Tuesday, July 15, 2014

"Volunteering" to Feed Rawl's Calves

Some time after I went to see Rawl's cows the first time, I started going back again and again and again.  Rawl didn't seem to mind my being around.  I stayed out of the way.  I did what he asked.  I think I asked pretty good questions for a nine or ten year old.  After several days of doing that, he asked me if I would come early one day to help him feed the young calves.  I was pretty excited about that and said, "Yes!"

On the day I went down to feed the calves, at 5:00, Rawl mixed up milk replacer for the calves over four weeks of age.  I actually liked the smell of it pretty well.  It smelled good.  Rawl poured a couple of quarts of milk replacer in a bucket and I would put it in front of the calves that were tied in the calf barn.  The calves would eagerly push their noses deep in the bucket and drink their meal.  It was pretty exciting.  After feeding the calves their milk replacer, I gave them each a good handful of hay.  Rawl showed me how to give each of them grain as well.

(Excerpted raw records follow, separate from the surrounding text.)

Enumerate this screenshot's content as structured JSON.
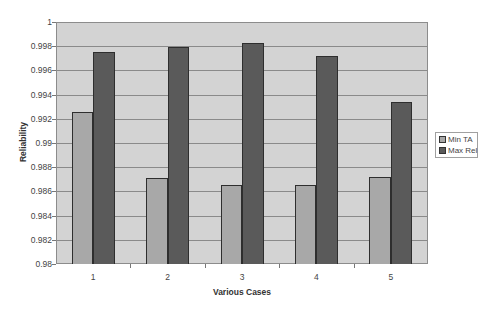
{
  "chart_data": {
    "type": "bar",
    "title": "",
    "xlabel": "Various Cases",
    "ylabel": "Reliability",
    "categories": [
      "1",
      "2",
      "3",
      "4",
      "5"
    ],
    "series": [
      {
        "name": "Min TA",
        "color": "#a8a8a8",
        "values": [
          0.9926,
          0.9871,
          0.9865,
          0.9865,
          0.9872
        ]
      },
      {
        "name": "Max Rel",
        "color": "#5a5a5a",
        "values": [
          0.9975,
          0.9979,
          0.9983,
          0.9972,
          0.9934
        ]
      }
    ],
    "ylim": [
      0.98,
      1.0
    ],
    "yticks": [
      "0.98",
      "0.982",
      "0.984",
      "0.986",
      "0.988",
      "0.99",
      "0.992",
      "0.994",
      "0.996",
      "0.998",
      "1"
    ],
    "grid": true,
    "legend_position": "right",
    "colors": {
      "plot_background": "#d3d3d3",
      "gridline": "#8a8a8a",
      "bar_border": "#2e2e2e"
    }
  }
}
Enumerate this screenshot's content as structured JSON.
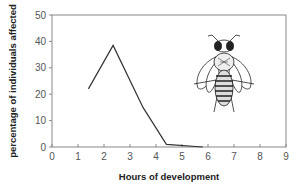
{
  "chart_data": {
    "type": "line",
    "title": "",
    "xlabel": "Hours of development",
    "ylabel": "percentage of individuals affected",
    "xlim": [
      0,
      9
    ],
    "ylim": [
      0,
      50
    ],
    "x_ticks": [
      0,
      1,
      2,
      3,
      4,
      5,
      6,
      7,
      8,
      9
    ],
    "y_ticks": [
      0,
      10,
      20,
      30,
      40,
      50
    ],
    "grid": false,
    "legend": null,
    "series": [
      {
        "name": "affected",
        "color": "#333333",
        "x": [
          1.4,
          2.35,
          3.5,
          4.4,
          5.8
        ],
        "y": [
          22,
          38.5,
          15,
          1,
          0
        ]
      }
    ],
    "annotations": [
      {
        "type": "illustration",
        "subject": "bee-icon",
        "position": "upper-right inside plot"
      }
    ]
  }
}
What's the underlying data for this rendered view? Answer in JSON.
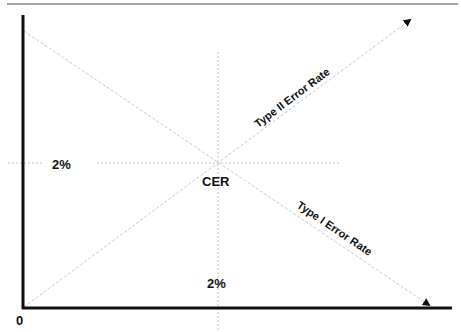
{
  "diagram": {
    "origin_label": "0",
    "crossover_label": "CER",
    "y_value_label": "2%",
    "x_value_label": "2%",
    "rising_line_label": "Type II Error Rate",
    "falling_line_label": "Type I Error Rate",
    "colors": {
      "axis": "#111111",
      "guide": "#bdbdbd",
      "text": "#111111",
      "background": "#ffffff"
    }
  }
}
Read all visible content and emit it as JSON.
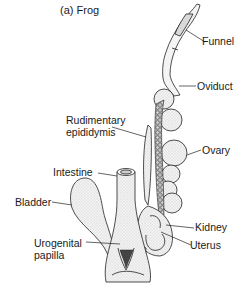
{
  "figure": {
    "title": "(a) Frog",
    "labels": {
      "funnel": "Funnel",
      "oviduct": "Oviduct",
      "rudimentary_epididymis_line1": "Rudimentary",
      "rudimentary_epididymis_line2": "epididymis",
      "ovary": "Ovary",
      "intestine": "Intestine",
      "bladder": "Bladder",
      "kidney": "Kidney",
      "urogenital_papilla_line1": "Urogenital",
      "urogenital_papilla_line2": "papilla",
      "uterus": "Uterus"
    },
    "colors": {
      "ink": "#1a1a1a",
      "fill": "#e6e6e6",
      "stipple": "#bdbdbd",
      "background": "#ffffff"
    }
  }
}
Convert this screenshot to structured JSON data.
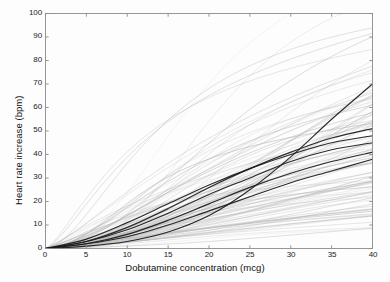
{
  "chart_data": {
    "type": "line",
    "title": "",
    "xlabel": "Dobutamine concentration (mcg)",
    "ylabel": "Heart rate increase (bpm)",
    "xlim": [
      0,
      40
    ],
    "ylim": [
      0,
      100
    ],
    "xticks": [
      0,
      5,
      10,
      15,
      20,
      25,
      30,
      35,
      40
    ],
    "yticks": [
      0,
      10,
      20,
      30,
      40,
      50,
      60,
      70,
      80,
      90,
      100
    ],
    "grid": false,
    "legend": null,
    "x": [
      0,
      5,
      10,
      15,
      20,
      25,
      30,
      35,
      40
    ],
    "series": [
      {
        "name": "highlighted-subject-1",
        "style": "bold",
        "color": "#1a1a1a",
        "values": [
          0,
          1,
          3,
          7,
          14,
          25,
          39,
          55,
          70
        ]
      },
      {
        "name": "highlighted-subject-2",
        "style": "bold",
        "color": "#1a1a1a",
        "values": [
          0,
          3,
          9,
          17,
          26,
          34,
          41,
          47,
          51
        ]
      },
      {
        "name": "highlighted-subject-3",
        "style": "bold",
        "color": "#1a1a1a",
        "values": [
          0,
          4,
          11,
          19,
          27,
          34,
          40,
          45,
          48
        ]
      },
      {
        "name": "highlighted-subject-4",
        "style": "bold",
        "color": "#1a1a1a",
        "values": [
          0,
          3,
          8,
          15,
          23,
          30,
          37,
          42,
          45
        ]
      },
      {
        "name": "highlighted-subject-5",
        "style": "bold",
        "color": "#1a1a1a",
        "values": [
          0,
          2,
          6,
          12,
          19,
          26,
          32,
          37,
          41
        ]
      },
      {
        "name": "highlighted-subject-6",
        "style": "bold",
        "color": "#1a1a1a",
        "values": [
          0,
          2,
          5,
          10,
          16,
          22,
          28,
          33,
          38
        ]
      },
      {
        "name": "population-curves",
        "style": "faint",
        "color": "#b9b9b9",
        "count": 98,
        "description": "Dense fan of individual subject dose-response curves, sigmoidal, all originating at the origin and spreading to 5-100 bpm at 40 mcg"
      }
    ],
    "annotations": []
  },
  "axes": {
    "x_tick_labels": [
      "0",
      "5",
      "10",
      "15",
      "20",
      "25",
      "30",
      "35",
      "40"
    ],
    "y_tick_labels": [
      "0",
      "10",
      "20",
      "30",
      "40",
      "50",
      "60",
      "70",
      "80",
      "90",
      "100"
    ],
    "x_axis_label": "Dobutamine concentration (mcg)",
    "y_axis_label": "Heart rate increase (bpm)",
    "frame_color": "#8c8c8c"
  }
}
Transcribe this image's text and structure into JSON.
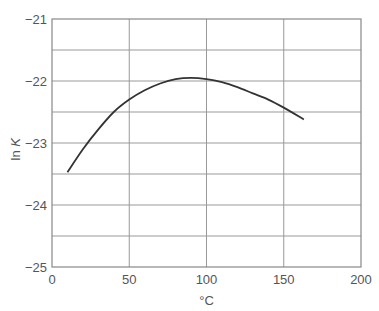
{
  "chart_data": {
    "type": "line",
    "title": "",
    "xlabel": "°C",
    "ylabel": "ln K",
    "xlim": [
      0,
      200
    ],
    "ylim": [
      -25,
      -21
    ],
    "x_ticks": [
      0,
      50,
      100,
      150,
      200
    ],
    "x_tick_labels": [
      "0",
      "50",
      "100",
      "150",
      "200"
    ],
    "y_ticks": [
      -25,
      -24,
      -23,
      -22,
      -21
    ],
    "y_tick_labels": [
      "−25",
      "−24",
      "−23",
      "−22",
      "−21"
    ],
    "grid": true,
    "grid_y_minor_step": 0.5,
    "legend": null,
    "series": [
      {
        "name": "ln K",
        "color": "#333333",
        "x": [
          10,
          20,
          30,
          40,
          50,
          60,
          70,
          80,
          90,
          100,
          110,
          120,
          130,
          140,
          150,
          163
        ],
        "y": [
          -23.47,
          -23.1,
          -22.78,
          -22.5,
          -22.3,
          -22.15,
          -22.04,
          -21.97,
          -21.95,
          -21.97,
          -22.02,
          -22.1,
          -22.2,
          -22.3,
          -22.43,
          -22.62
        ]
      }
    ]
  },
  "axes": {
    "x_label": "°C",
    "y_label_prefix": "ln ",
    "y_label_var": "K"
  }
}
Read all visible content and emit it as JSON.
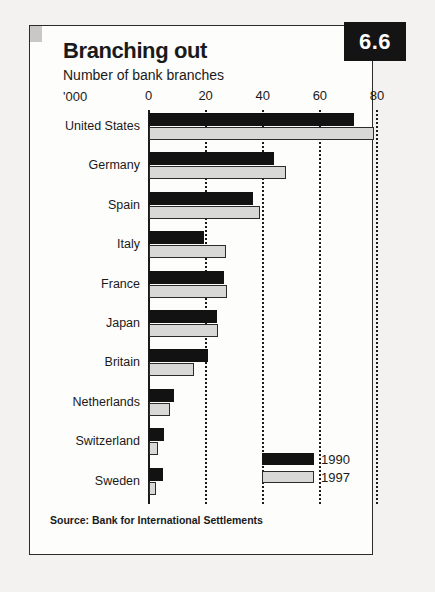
{
  "card": {
    "badge": "6.6",
    "title": "Branching out",
    "subtitle": "Number of bank branches",
    "unit": "'000",
    "source": "Source: Bank for International Settlements"
  },
  "legend": {
    "items": [
      {
        "label": "1990",
        "color": "#121212"
      },
      {
        "label": "1997",
        "color": "#d8d8d6"
      }
    ]
  },
  "chart_data": {
    "type": "bar",
    "orientation": "horizontal",
    "title": "Branching out",
    "subtitle": "Number of bank branches",
    "xlabel": "'000",
    "ylabel": "",
    "xlim": [
      0,
      80
    ],
    "xticks": [
      0,
      20,
      40,
      60,
      80
    ],
    "xtick_labels": [
      "0",
      "20",
      "40",
      "60",
      "80"
    ],
    "grid": "vertical-dotted",
    "legend_position": "bottom-right",
    "categories": [
      "United States",
      "Germany",
      "Spain",
      "Italy",
      "France",
      "Japan",
      "Britain",
      "Netherlands",
      "Switzerland",
      "Sweden"
    ],
    "series": [
      {
        "name": "1990",
        "color": "#121212",
        "values": [
          72.0,
          44.0,
          36.5,
          19.5,
          26.5,
          24.0,
          21.0,
          9.0,
          5.5,
          5.0
        ]
      },
      {
        "name": "1997",
        "color": "#d8d8d6",
        "values": [
          79.0,
          48.0,
          39.0,
          27.0,
          27.5,
          24.5,
          16.0,
          7.5,
          3.5,
          2.8
        ]
      }
    ],
    "source": "Source: Bank for International Settlements"
  }
}
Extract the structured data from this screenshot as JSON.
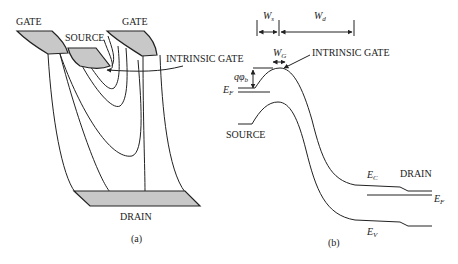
{
  "panel_a": {
    "caption": "(a)",
    "labels": {
      "gate_left": "GATE",
      "gate_right": "GATE",
      "source": "SOURCE",
      "drain": "DRAIN",
      "intrinsic_gate": "INTRINSIC GATE"
    }
  },
  "panel_b": {
    "caption": "(b)",
    "labels": {
      "ws": "W",
      "ws_sub": "s",
      "wd": "W",
      "wd_sub": "d",
      "wg": "W",
      "wg_sub": "G",
      "intrinsic_gate": "INTRINSIC GATE",
      "qphi": "qφ",
      "qphi_sub": "b",
      "ef_left": "E",
      "ef_left_sub": "F",
      "source": "SOURCE",
      "ec": "E",
      "ec_sub": "C",
      "drain": "DRAIN",
      "ef_right": "E",
      "ef_right_sub": "F",
      "ev": "E",
      "ev_sub": "V"
    }
  }
}
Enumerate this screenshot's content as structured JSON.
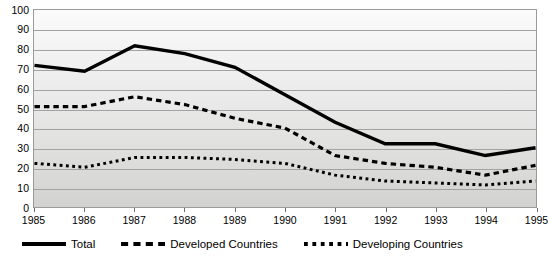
{
  "chart_data": {
    "type": "line",
    "title": "",
    "xlabel": "",
    "ylabel": "",
    "categories": [
      "1985",
      "1986",
      "1987",
      "1988",
      "1989",
      "1990",
      "1991",
      "1992",
      "1993",
      "1994",
      "1995"
    ],
    "x": [
      1985,
      1986,
      1987,
      1988,
      1989,
      1990,
      1991,
      1992,
      1993,
      1994,
      1995
    ],
    "ylim": [
      0,
      100
    ],
    "yticks": [
      0,
      10,
      20,
      30,
      40,
      50,
      60,
      70,
      80,
      90,
      100
    ],
    "grid": true,
    "legend_position": "bottom-left",
    "series": [
      {
        "name": "Total",
        "style": "solid",
        "color": "#000000",
        "values": [
          72,
          69,
          82,
          78,
          71,
          57,
          43,
          32,
          32,
          26,
          30
        ]
      },
      {
        "name": "Developed Countries",
        "style": "dashed",
        "color": "#000000",
        "values": [
          51,
          51,
          56,
          52,
          45,
          40,
          26,
          22,
          20,
          16,
          21
        ]
      },
      {
        "name": "Developing Countries",
        "style": "dotted",
        "color": "#000000",
        "values": [
          22,
          20,
          25,
          25,
          24,
          22,
          16,
          13,
          12,
          11,
          13
        ]
      }
    ]
  },
  "axes": {
    "y_tick_labels": [
      "100",
      "90",
      "80",
      "70",
      "60",
      "50",
      "40",
      "30",
      "20",
      "10",
      "0"
    ],
    "x_tick_labels": [
      "1985",
      "1986",
      "1987",
      "1988",
      "1989",
      "1990",
      "1991",
      "1992",
      "1993",
      "1994",
      "1995"
    ]
  },
  "legend": {
    "items": [
      {
        "label": "Total",
        "style": "solid"
      },
      {
        "label": "Developed Countries",
        "style": "dashed"
      },
      {
        "label": "Developing Countries",
        "style": "dotted"
      }
    ]
  },
  "colors": {
    "line": "#000000",
    "gridline": "#a2a2a2",
    "frame": "#9a9a9a",
    "plot_background_top": "#fbfbfb",
    "plot_background_bottom": "#d2d2d0",
    "text": "#000000"
  }
}
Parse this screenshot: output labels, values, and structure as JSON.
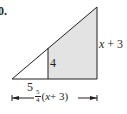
{
  "problem_number": "0.",
  "diagram": {
    "labels": {
      "inner_height": "4",
      "inner_base": "5",
      "outer_height_var": "x",
      "outer_height_rest": " + 3",
      "outer_base_frac_num": "5",
      "outer_base_frac_den": "4",
      "outer_base_expr_open": "(",
      "outer_base_var": "x",
      "outer_base_expr_rest": " + 3)"
    },
    "colors": {
      "line": "#231f20",
      "shade": "#e3e3e3"
    }
  }
}
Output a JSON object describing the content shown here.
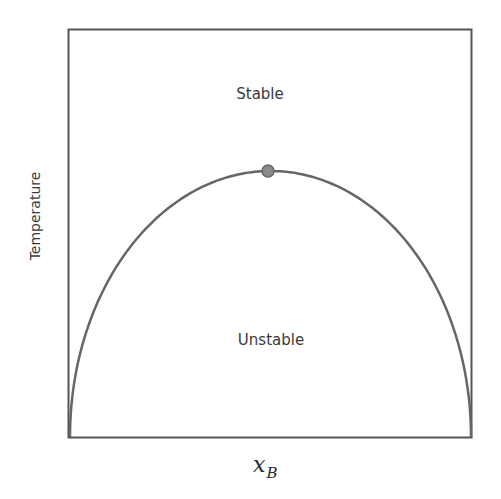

After we were done milking the cows, Rawl saved a few gallons of fresh, warm milk to feed to the younger calves.  Rawl had me feed the younger calves out of a bucket with a nipple on it.  It was pretty much the same as bottle feeding the calves, but the nipple was attached to a bucket instead of a bottle.  Rawl told me that his idea was to give the calves a good start on whole milk for the first month before switching them to milk replacer.  Eventually, he would wean them at about three months of age.  I asked him, "If milk is better for them than milk replacer, why do you feed the older calves milk replacer?"  Rawl said, "I sell milk to earn my living.  I lose more money using the milk to feed the calves than it costs me to buy milk replacer to feed the calves.

At three months of age, the calves would get all the hay they would eat, roughly a quart of grain mix a day, and all the water they could drink.  Typically by the time they were about three months of age, the calves would move out of the calf barn, where they were tied, to a small corral for the older calves.  Rawl spent focused time helping me and letting me "help" with the very young stock.  

There was a door between the milking barn and the calf barn that would allow me to get the grain out of the grainary and go in to feed the calves.  The grainary was a big room full of grain mix from Pillsbury, that was delivered about once a month.

I was enthralled with feeding the calves.  I was walking on cloud nine.  After a couple of days of his showing me how to feed the calves, he asked me if I wanted to do it on my own.  Of course I said, "Yes!"  The first day of feeding the calves on my own was a little scary.  Would I do it right?  What if I made a mistake?  Sometimes the calves were pretty aggressive going after their milk or milk replacer.  What if they accidentally hurt me?  When I was ten years of age, the young calves weighed more than I did.  A Holstein calf weighs about 80-85 pounds at birth.  Within a couple of days I was a confident calf feeder.  I was living a dream.  What could be better that feeding Rawl's calves and helping him out?  It was fun.  It was exciting.  It was great.